The Bitter Tea of General Yen is a rarity in the work of director Frank Capra due to its war violence and exotic location. It is also a rather "artsy" film for the populist director. Due to the theme of love between a white woman and a Chinese man, which 1933 audiences in the U.S. could not stomach - women's clubs actually campaigned against the film (something so weird seen from today's perspective it is almost unbelievable - civilization and human feeling do indeed advance) - it flopped at the box office. Reviving it proved a hard task as prejudices took long to dwindle and today it has another problem: it is a film about China without any of the major actors being Chinese.
But it is quite an interesting story. American Megan Davis (Barbara Stanwyck) arrives in Shanghai where civil war is raging to marry her missionary friend Robert Strife. Robert takes her immediately on a rescue mission of an orphanage in a war engulfed section of the city. In the tumult they are separated and Megan is captured by General Yen (Swedish actor Nils Asther) and brought by train to his palace.
The general develops a weak spot for the white lady, but he is a real gentleman and never bothers her. Fired by missionary zeal, from her side she tries to convert the "infidel," but gradually also begins to dress in Chinese gowns and harbor tender return feelings for the courtly and wise man. In one of the most striking sequences of the film, she even dreams about him.
The gentlemanly General is indeed a great contrast to his Western adviser, a Mr Jones (Walter Connolly), who is the typical capitalist, colonial money grabber without a shred of morality. This Westerner is the exact opposite of a gentleman.
Megan uses her influence on the General to have him pardon his mistress Mah-Li (Toshia Mori), who is accused of betraying military secrets to the enemy. Yen grants the request of the naive Megan and spares Mah-Li's life. That will be his undoing, for Mah-Li continues her double doings with as result that an enemy attack on general Yen's troops succeeds. The war tide turns against the General who now has only one option: to drink poisoned tea. His love has become his nemesis.
The most interesting point of this film is that it shows not only how ineffective the Christian mission in China was, but also how it backfired (said with all respect for those who dedicated their lives to it, among whom were also the first serious scholars of Chinese culture). That comes out in two ways.
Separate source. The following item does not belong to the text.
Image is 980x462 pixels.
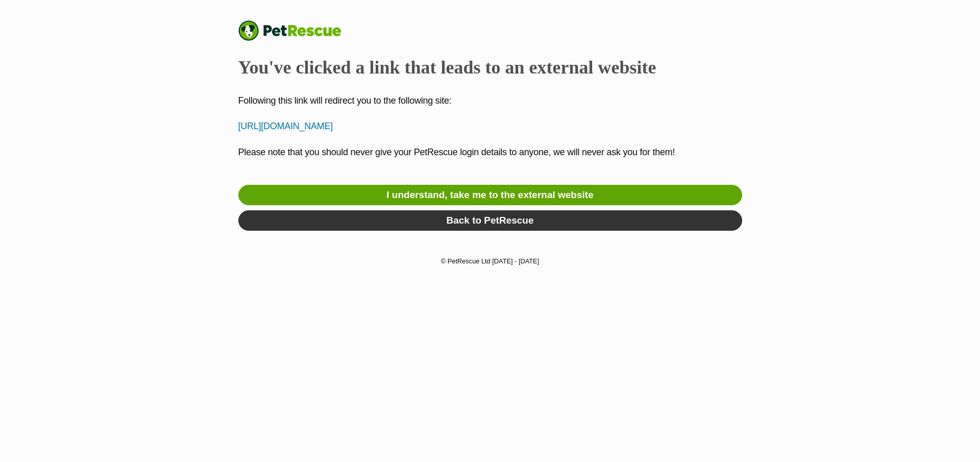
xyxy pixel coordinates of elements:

In the first place, at the beginning of the film one missionary tells about his experiences in the Chinese countryside. The Chinese there were extremely interested in the story of the crucifixion of Jesus, so the "Man of God" was happy and full of hope to win countless converts. The locals kept asking for details of the story! But when he later returned to the same village he saw that he had been crying victory too soon. Crucifixion had become the major punishment for crimes! Apparently the always so practical Chinese had only been interested in the Bible to get some useful information about a new form of punishment...
The second and more important example is the film itself, where Megan Davis is led astray by her Christian compassion and has the General spare a dangerous enemy. Her good-willing interference is not based on any knowledge of Chinese culture and therefore has the opposite effect. This, one could say, is what went wrong in general with Western influence in China - and still goes wrong today when the West meddles in other cultures without taking the trouble to first understand them.
Stanwyck is more prim than usual, but the Chinese gowns look great on her. The sets are lavish, although not without mistakes, as I suppose Chinese in the 1930s would not put Buddha statues in their homes (for Chinese, these belonged in temples, not in homes - Western art collectors were the ones to treat Buddhas on the same level as other antiquities). Nils Asther does a great job as General Yen, he even manages to hold his own against Barbara Stanwyck, which is no mean feat. But it is true, he is not Chinese and today that grates on our sensibility.